How to Make a Restaurant Website (Step-by-Step, 2026)
A plain, no-jargon guide to making a restaurant website that gets found on Google and turns visitors into orders — without hiring a developer or paying agency rates.
The fastest way to make a restaurant website is to start with your menu, hours, and location — the three things every guest is actually looking for — put them on a single mobile-first page, connect your own ordering, and publish. With a restaurant-specific builder like Kitch you can do this in an afternoon, with no code and no developer, and update it yourself the moment your kitchen changes.
Most restaurant owners overthink this. You don't need a ten-page site, a blog, or a photographer on retainer. You need a fast page that answers "What's on the menu, are you open, and how do I order?" — and that you can change yourself in seconds. Here's exactly how.
What a Restaurant Website Actually Needs
Before you build anything, know that 70%+ of restaurant site traffic is on a phone, usually from someone deciding where to eat in the next hour. Your site has one job: remove the friction between "hungry" and "ordering." That means:
- Your real menu in live text (not a PDF) so Google and AI assistants can read it
- Current hours and address that match your Google listing exactly
- One obvious way to order or book above the fold
- A click-to-call button and directions link
- Fast load on mobile — every second of delay costs you orders
If a page does those five things well, it will outperform a beautiful site that buries them.
How to Make a Restaurant Website Step by Step
- Claim your name and pick a builder. Choose a tool built for restaurants, not a generic website builder. A restaurant website builder already knows what a menu, hours block, and order button are, so you're not assembling them from scratch.
- Add your menu as structured text. Type or paste categories and items. Keep descriptions short and specific — "Smoked brisket, slaw, pickles, Texas toast" sells harder than "Our famous platter."
- Set your hours and location. Make them identical to your Google Business Profile. Mismatched hours are the number-one reason guests show up to a closed door and leave a one-star review.
- Connect ordering you actually own. Add commission-free ordering or a reservation link so you keep the customer relationship — and the margin — instead of handing 20–30% to a delivery app.
- Add a QR code for your tables. Generate a QR code menu so dine-in guests reach the same live page. One source of truth, online and in-house.
- Publish and submit to Google. Hit publish, then add the link to your Google Business Profile so it shows up when people search your name.
How Long It Takes and What It Costs
A first version takes one to three hours. The expensive part of being online has never really been the website — it's the commissions delivery apps skim off every order. A capable live page, menu, and ordering setup costs about what a couples' dinner does, per month. See the real numbers in what it costs to get your restaurant online.
The One Mistake to Avoid
Don't build something you can't update yourself. Menus change, items 86, hours shift for holidays. If every edit means emailing a web guy and waiting two days, the site becomes wrong — and a wrong site is worse than no site. Pick a tool where you can change your menu from your phone and it's live instantly.
FAQ
How do I make a restaurant website for free?
Many restaurant builders, including Kitch, let you create and preview a full page for free before you publish. You can build your menu, hours, and layout at no cost, then choose a plan when you're ready to go live. See free restaurant website options.
Do I need a developer to build a restaurant website?
No. Modern no-code restaurant website builders let you type in your menu and hours and publish yourself. Hiring a developer is only worth it for custom integrations most independent restaurants don't need.
What's the difference between a restaurant website and a live page?
A traditional website is static — someone edits the code when something changes. A live page is connected to your kitchen, so 86'ing an item or changing hours updates instantly for every guest. Read restaurant website vs live page.
How do I get my new restaurant website on Google?
Publish the site, then add the URL to your Google Business Profile and make sure your name, address, and hours match. Full steps in how to get your restaurant on Google.
You don't need to be technical and you don't need a budget. Start your free page and have your menu live today.
A live page that keeps up with your kitchen.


WHAT THE TASK ASKS » Once the pictures are removed, restate the data below word for word.

___ TASK MATERIAL ___

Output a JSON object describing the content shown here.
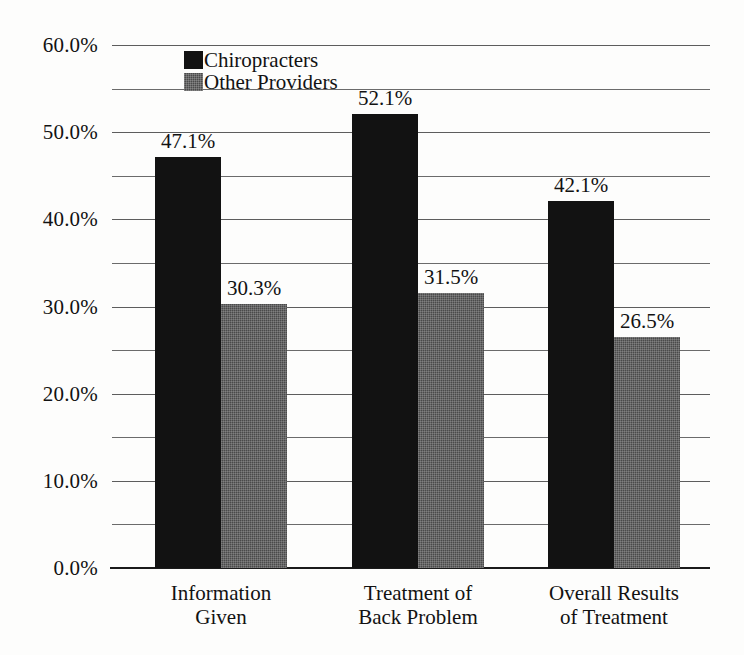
{
  "chart_data": {
    "type": "bar",
    "title": "",
    "subtitle": "",
    "xlabel": "",
    "ylabel": "",
    "ylim": [
      0,
      60
    ],
    "ytick_labels": [
      "0.0%",
      "10.0%",
      "20.0%",
      "30.0%",
      "40.0%",
      "50.0%",
      "60.0%"
    ],
    "ytick_values": [
      0,
      10,
      20,
      30,
      40,
      50,
      60
    ],
    "minor_gridline_values": [
      5,
      15,
      25,
      35,
      45,
      55
    ],
    "grid": "horizontal",
    "legend_position": "top-left-inside",
    "categories": [
      "Information Given",
      "Treatment of Back Problem",
      "Overall Results of Treatment"
    ],
    "category_lines": [
      [
        "Information",
        "Given"
      ],
      [
        "Treatment of",
        "Back Problem"
      ],
      [
        "Overall Results",
        "of Treatment"
      ]
    ],
    "series": [
      {
        "name": "Chiropracters",
        "color": "#121212",
        "values": [
          47.1,
          52.1,
          42.1
        ],
        "labels": [
          "47.1%",
          "52.1%",
          "42.1%"
        ]
      },
      {
        "name": "Other Providers",
        "color": "#4a4a4a",
        "values": [
          30.3,
          31.5,
          26.5
        ],
        "labels": [
          "30.3%",
          "31.5%",
          "26.5%"
        ]
      }
    ]
  }
}
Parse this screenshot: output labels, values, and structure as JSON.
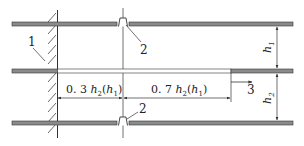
{
  "diagram": {
    "type": "technical-schematic",
    "colors": {
      "plate_fill": "#8a8a8a",
      "plate_stroke": "#333333",
      "line": "#333333",
      "background": "#ffffff"
    },
    "labels": {
      "wall": "1",
      "nozzle_top": "2",
      "nozzle_bottom": "2",
      "flow_direction": "3",
      "dim_left_prefix": "0. 3",
      "dim_left_var": "h",
      "dim_left_sub": "2",
      "dim_left_paren_var": "h",
      "dim_left_paren_sub": "1",
      "dim_right_prefix": "0. 7",
      "dim_right_var": "h",
      "dim_right_sub": "2",
      "dim_right_paren_var": "h",
      "dim_right_paren_sub": "1",
      "height_upper_var": "h",
      "height_upper_sub": "1",
      "height_lower_var": "h",
      "height_lower_sub": "2"
    },
    "components": [
      {
        "id": "1",
        "name": "wall"
      },
      {
        "id": "2",
        "name": "nozzle"
      },
      {
        "id": "3",
        "name": "flow-arrow"
      }
    ]
  }
}
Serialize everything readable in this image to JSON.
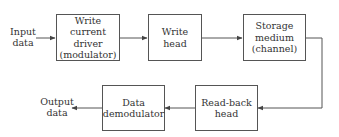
{
  "diagram": {
    "input_label": "Input\ndata",
    "output_label": "Output\ndata",
    "blocks": [
      {
        "id": "write-driver",
        "label": "Write\ncurrent driver\n(modulator)"
      },
      {
        "id": "write-head",
        "label": "Write\nhead"
      },
      {
        "id": "storage-medium",
        "label": "Storage\nmedium\n(channel)"
      },
      {
        "id": "read-back-head",
        "label": "Read-back\nhead"
      },
      {
        "id": "data-demodulator",
        "label": "Data\ndemodulator"
      }
    ],
    "connections": [
      {
        "from": "input",
        "to": "write-driver"
      },
      {
        "from": "write-driver",
        "to": "write-head"
      },
      {
        "from": "write-head",
        "to": "storage-medium"
      },
      {
        "from": "storage-medium",
        "to": "read-back-head"
      },
      {
        "from": "read-back-head",
        "to": "data-demodulator"
      },
      {
        "from": "data-demodulator",
        "to": "output"
      }
    ],
    "colors": {
      "line": "#555555",
      "text": "#333333",
      "background": "#ffffff"
    }
  }
}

___

ANSWER BOX »
Output a JSON object describing the content shown here.
{
  "chart_data": {
    "type": "bar",
    "title": "",
    "subtitle": "",
    "xlabel": "",
    "ylabel": "",
    "ylim": [
      0,
      60
    ],
    "ytick_labels": [
      "0.0%",
      "10.0%",
      "20.0%",
      "30.0%",
      "40.0%",
      "50.0%",
      "60.0%"
    ],
    "ytick_values": [
      0,
      10,
      20,
      30,
      40,
      50,
      60
    ],
    "minor_gridline_values": [
      5,
      15,
      25,
      35,
      45,
      55
    ],
    "grid": "horizontal",
    "legend_position": "top-left-inside",
    "categories": [
      "Information Given",
      "Treatment of Back Problem",
      "Overall Results of Treatment"
    ],
    "category_lines": [
      [
        "Information",
        "Given"
      ],
      [
        "Treatment of",
        "Back Problem"
      ],
      [
        "Overall Results",
        "of Treatment"
      ]
    ],
    "series": [
      {
        "name": "Chiropracters",
        "color": "#121212",
        "values": [
          47.1,
          52.1,
          42.1
        ],
        "labels": [
          "47.1%",
          "52.1%",
          "42.1%"
        ]
      },
      {
        "name": "Other Providers",
        "color": "#4a4a4a",
        "values": [
          30.3,
          31.5,
          26.5
        ],
        "labels": [
          "30.3%",
          "31.5%",
          "26.5%"
        ]
      }
    ]
  }
}
Parse this screenshot: output labels, values, and structure as JSON.
{
  "diagram": {
    "type": "technical-schematic",
    "colors": {
      "plate_fill": "#8a8a8a",
      "plate_stroke": "#333333",
      "line": "#333333",
      "background": "#ffffff"
    },
    "labels": {
      "wall": "1",
      "nozzle_top": "2",
      "nozzle_bottom": "2",
      "flow_direction": "3",
      "dim_left_prefix": "0. 3",
      "dim_left_var": "h",
      "dim_left_sub": "2",
      "dim_left_paren_var": "h",
      "dim_left_paren_sub": "1",
      "dim_right_prefix": "0. 7",
      "dim_right_var": "h",
      "dim_right_sub": "2",
      "dim_right_paren_var": "h",
      "dim_right_paren_sub": "1",
      "height_upper_var": "h",
      "height_upper_sub": "1",
      "height_lower_var": "h",
      "height_lower_sub": "2"
    },
    "components": [
      {
        "id": "1",
        "name": "wall"
      },
      {
        "id": "2",
        "name": "nozzle"
      },
      {
        "id": "3",
        "name": "flow-arrow"
      }
    ]
  }
}
Serialize everything readable in this image to JSON.
{
  "diagram": {
    "input_label": "Input\ndata",
    "output_label": "Output\ndata",
    "blocks": [
      {
        "id": "write-driver",
        "label": "Write\ncurrent driver\n(modulator)"
      },
      {
        "id": "write-head",
        "label": "Write\nhead"
      },
      {
        "id": "storage-medium",
        "label": "Storage\nmedium\n(channel)"
      },
      {
        "id": "read-back-head",
        "label": "Read-back\nhead"
      },
      {
        "id": "data-demodulator",
        "label": "Data\ndemodulator"
      }
    ],
    "connections": [
      {
        "from": "input",
        "to": "write-driver"
      },
      {
        "from": "write-driver",
        "to": "write-head"
      },
      {
        "from": "write-head",
        "to": "storage-medium"
      },
      {
        "from": "storage-medium",
        "to": "read-back-head"
      },
      {
        "from": "read-back-head",
        "to": "data-demodulator"
      },
      {
        "from": "data-demodulator",
        "to": "output"
      }
    ],
    "colors": {
      "line": "#555555",
      "text": "#333333",
      "background": "#ffffff"
    }
  }
}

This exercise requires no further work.